Bhishma Raj Angdembe Says Caste Discrimination Must End, Not Be Merely Remembered
Nepali Congress parliamentary party leader Bhishmaraj Angdembe has urged collective action to end caste-based discrimination and untouchability, calling the issue a serious threat to dignity, harmony, and democratic values.
Nepali Congress parliamentary party leader Bhishmaraj Angdembe has called the persistence of caste-based discrimination and untouchability a serious concern, even though Nepal already has legal and constitutional protections against such practices.
In a message marking the National Day for the Elimination of Caste-based Discrimination and Untouchability, Angdembe said these inhumane practices undermine human dignity and weaken the democratic values the country is trying to build. He framed the day as more than a symbolic observance, urging society to treat it as a shared responsibility to confront deep-rooted social injustice.
His remarks reflect a wider tension in Nepal’s social landscape: laws exist, but discrimination continues in daily life. That gap between legal reform and lived reality is exactly what makes the issue politically and socially urgent.
Why Angdembe’s message matters
Angdembe’s statement is significant because it places caste discrimination not just in the realm of social ethics, but in the center of democratic health. When a society tolerates untouchability or caste exclusion, it also tolerates unequal access to dignity, opportunity, and participation.
He warned that such practices create obstacles to social harmony and broader progress, which makes the issue larger than a rights violation alone. In that sense, his message reads as both a moral appeal and a political warning.
A call for collective responsibility
Rather than focusing only on punishment or law enforcement, Angdembe emphasized the need for collective effort. That means political leaders, institutions, communities, and ordinary citizens all have a role in ending the social attitudes that keep discrimination alive.
His message also highlights an important reality: legal protection is necessary, but not sufficient. Social change requires public pressure, education, and consistent enforcement, especially in places where caste-based bias can remain normalized beneath the surface.
The bigger picture
Angdembe has increasingly positioned himself as a voice for institutional seriousness and political transformation within the Nepali Congress. His focus on caste discrimination fits into a broader pattern of speaking on governance, inclusion, and public trust.
In practical terms, his remarks serve as a reminder that Nepal’s anti-discrimination framework must be backed by action. Without that, official commitments risk becoming ceremonial rather than transformative.
For a country that has formally rejected caste hierarchy in law, the message is stark: the real test is whether that rejection is reflected in everyday life.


**EXERCISE DESCRIPTION:** Write each line out exactly, from the one containing "The height and width of the screenshot is (559, 1158)." through the final line of the data, and keep pictures out of the copy.

Stored records
###
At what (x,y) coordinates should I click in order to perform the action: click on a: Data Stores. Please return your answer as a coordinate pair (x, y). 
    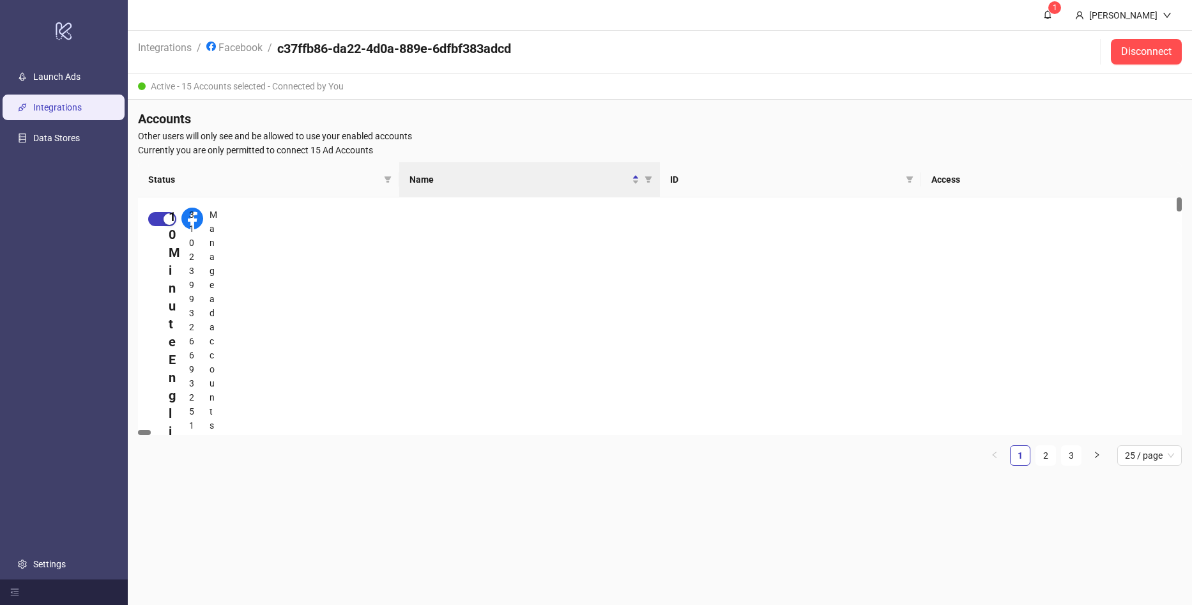
    Looking at the image, I should click on (56, 138).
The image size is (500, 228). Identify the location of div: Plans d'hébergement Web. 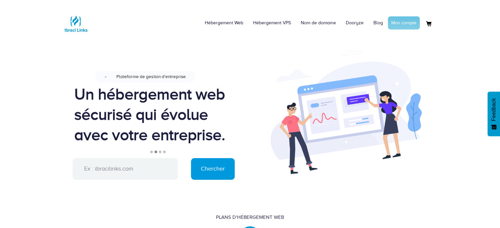
(250, 217).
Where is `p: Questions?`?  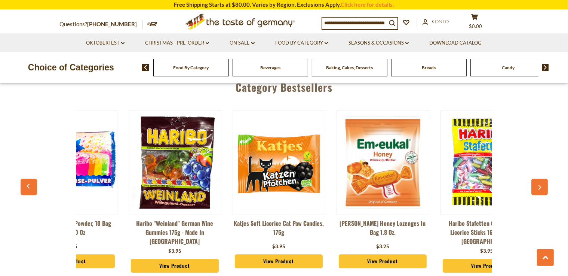 p: Questions? is located at coordinates (101, 24).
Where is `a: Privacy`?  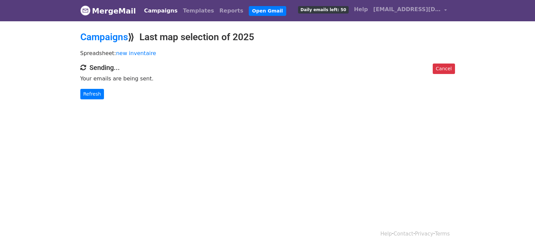 a: Privacy is located at coordinates (424, 234).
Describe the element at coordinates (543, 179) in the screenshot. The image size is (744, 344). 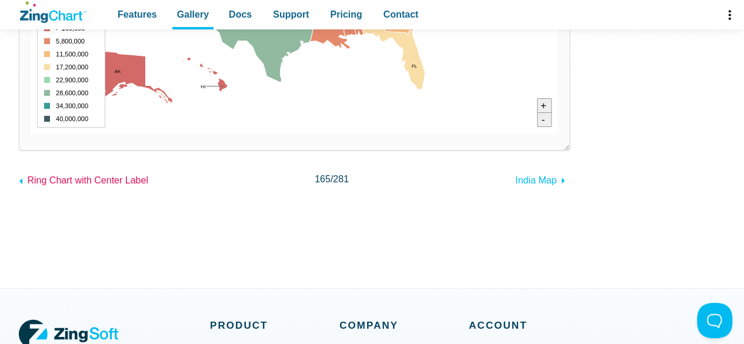
I see `a: India Map` at that location.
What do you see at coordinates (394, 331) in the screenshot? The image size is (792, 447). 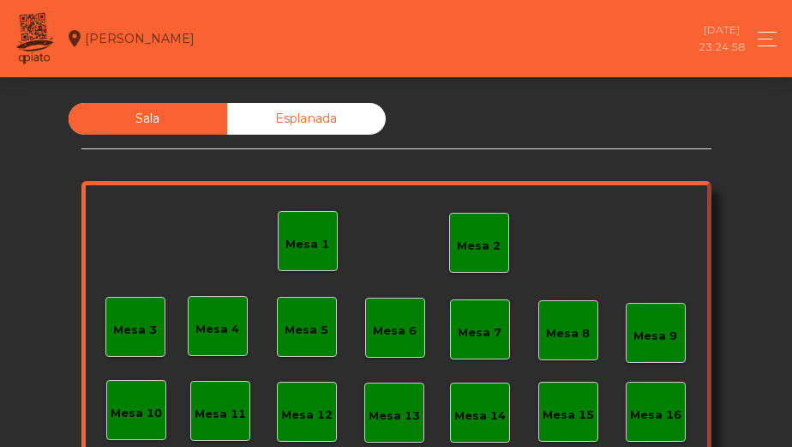 I see `div: Mesa 6` at bounding box center [394, 331].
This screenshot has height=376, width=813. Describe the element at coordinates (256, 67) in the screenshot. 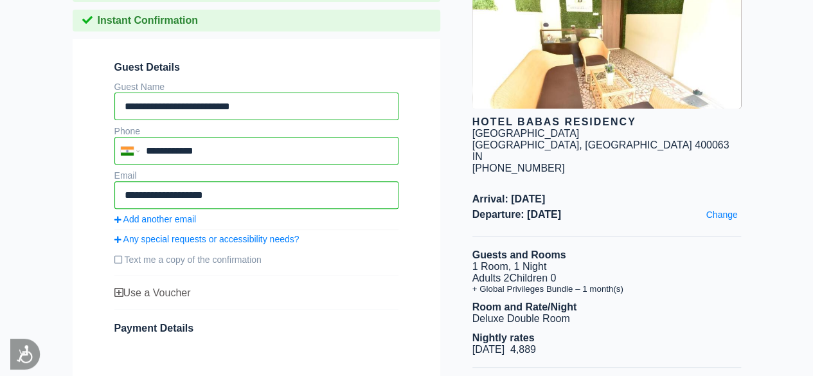

I see `span: Guest Details` at that location.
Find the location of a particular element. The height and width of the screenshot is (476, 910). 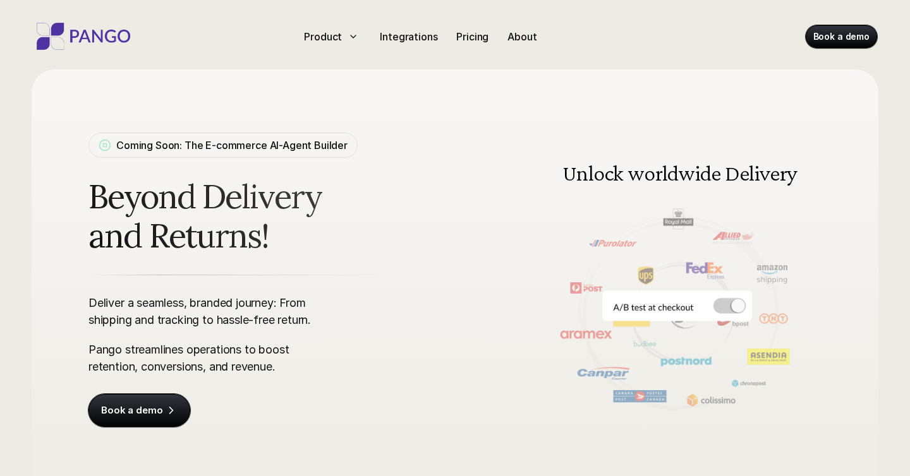

a: Integrations is located at coordinates (408, 37).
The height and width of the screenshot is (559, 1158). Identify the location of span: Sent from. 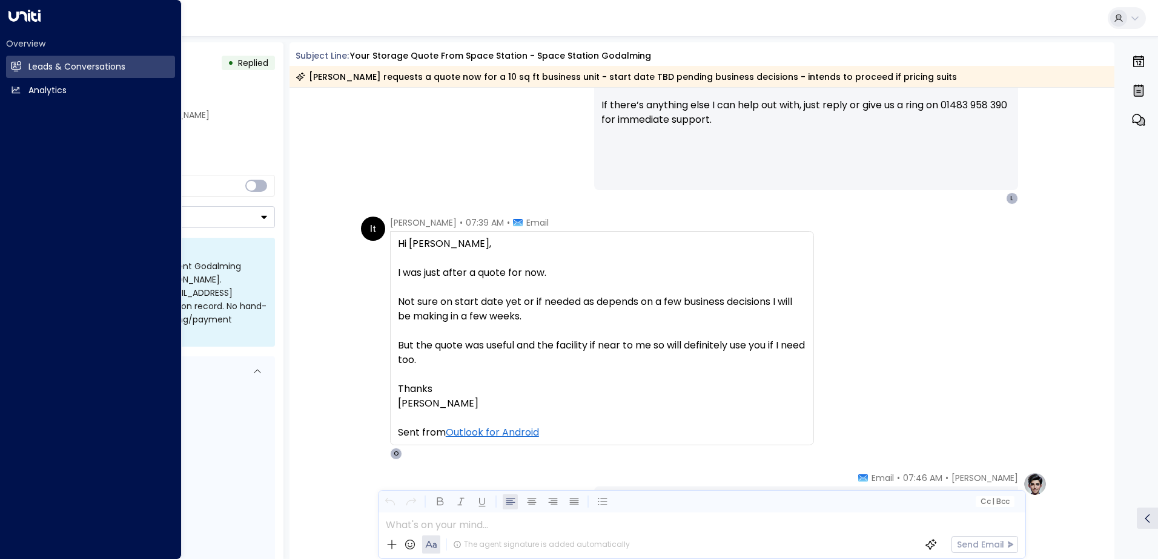
(421, 433).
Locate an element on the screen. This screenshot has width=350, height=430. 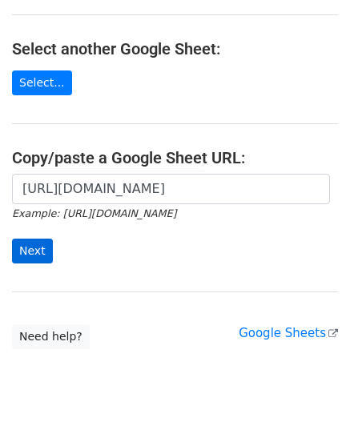
a: Google Sheets is located at coordinates (288, 333).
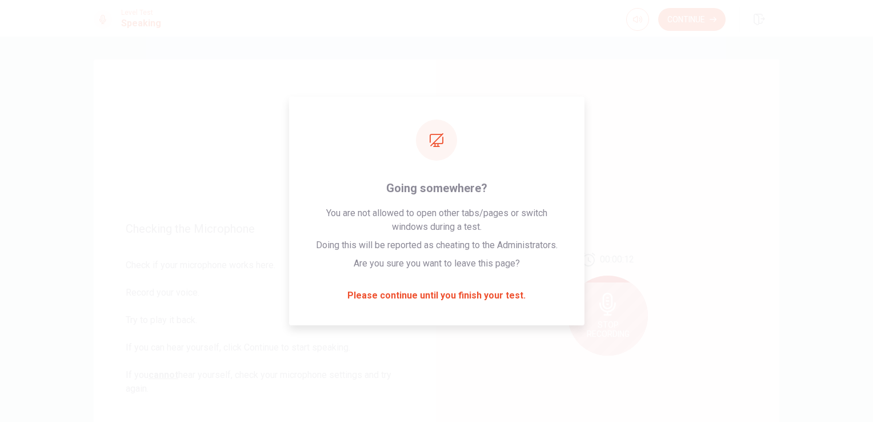  Describe the element at coordinates (141, 13) in the screenshot. I see `span: Level Test` at that location.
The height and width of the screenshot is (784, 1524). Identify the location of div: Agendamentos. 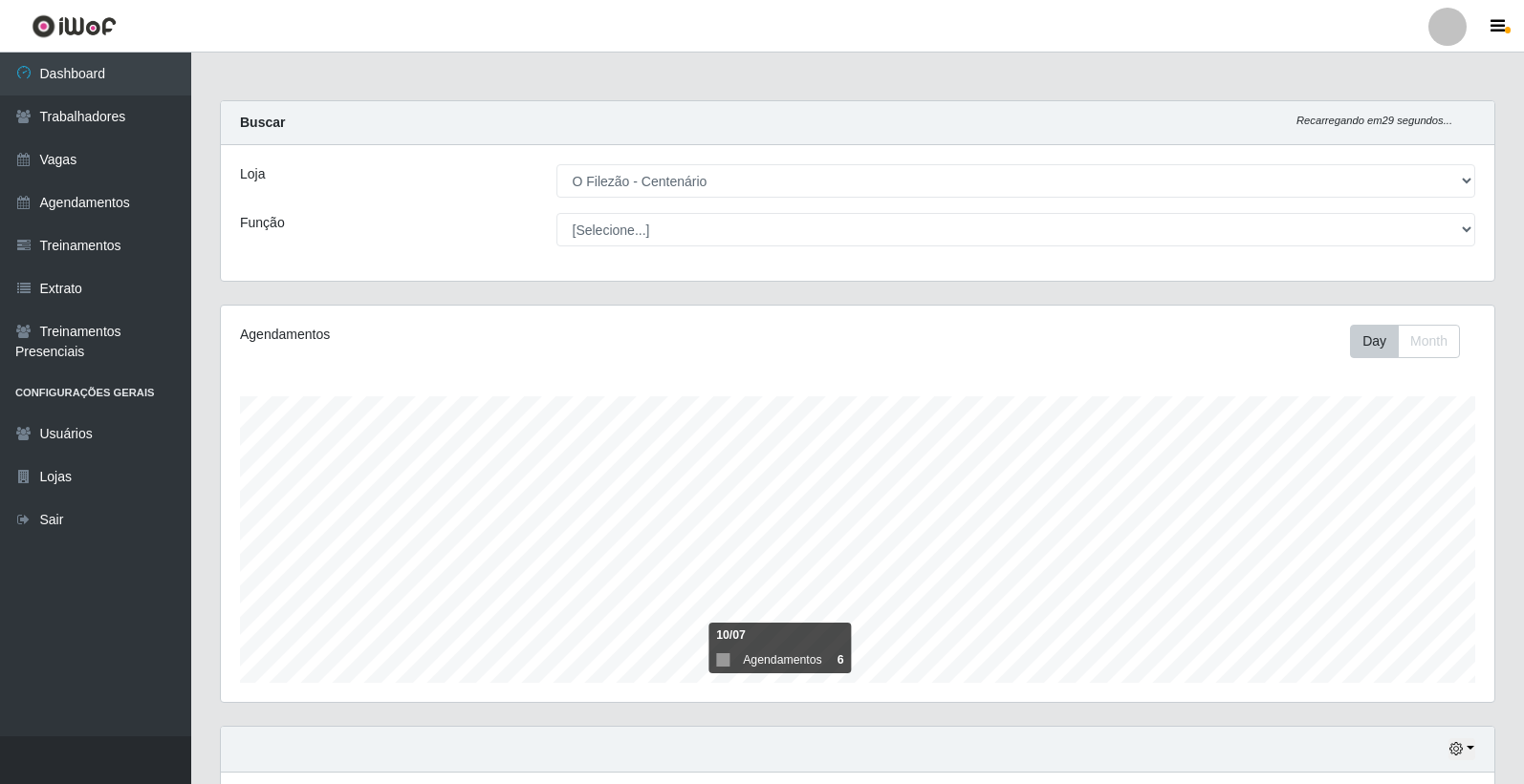
(488, 334).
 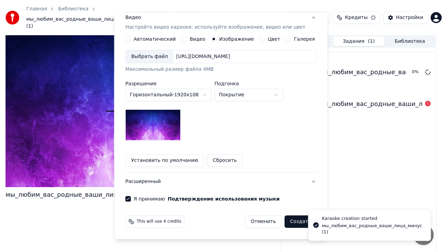 What do you see at coordinates (305, 39) in the screenshot?
I see `label: Галерея` at bounding box center [305, 39].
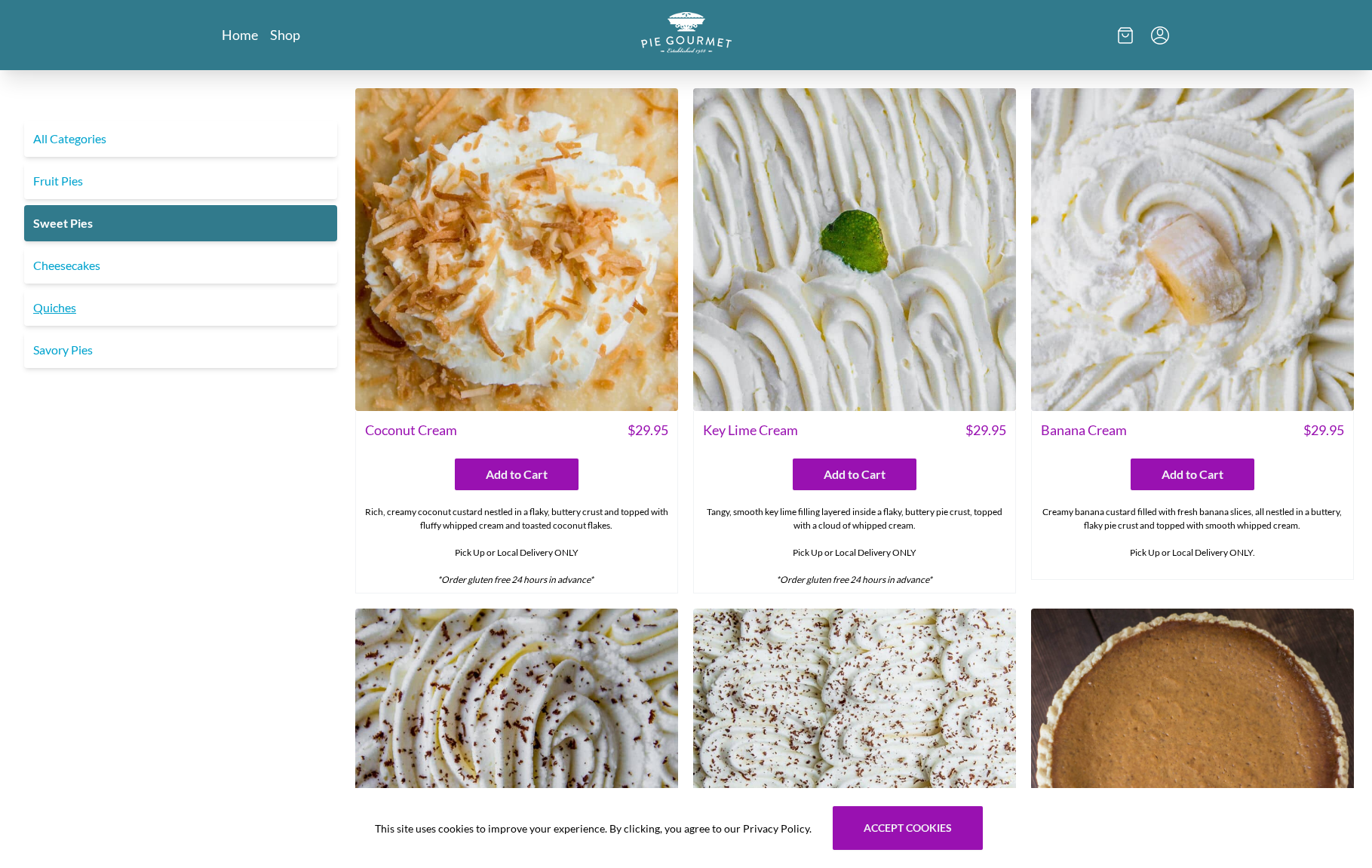 Image resolution: width=1372 pixels, height=868 pixels. I want to click on a: Quiches, so click(180, 308).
###
**SOLUTION FOR THIS EXERCISE:**
The height and width of the screenshot is (559, 1158). Identify the location of span: Sent from. 
(421, 433).
Locate an element on the screen. This screenshot has width=350, height=430. 
a: Google Sheets is located at coordinates (288, 333).
  Describe the element at coordinates (141, 13) in the screenshot. I see `span: Level Test` at that location.
The height and width of the screenshot is (784, 1524). Identify the location of div: Agendamentos. 
(488, 334).
  What do you see at coordinates (305, 39) in the screenshot?
I see `label: Галерея` at bounding box center [305, 39].
 Image resolution: width=1372 pixels, height=868 pixels. I want to click on a: Quiches, so click(180, 308).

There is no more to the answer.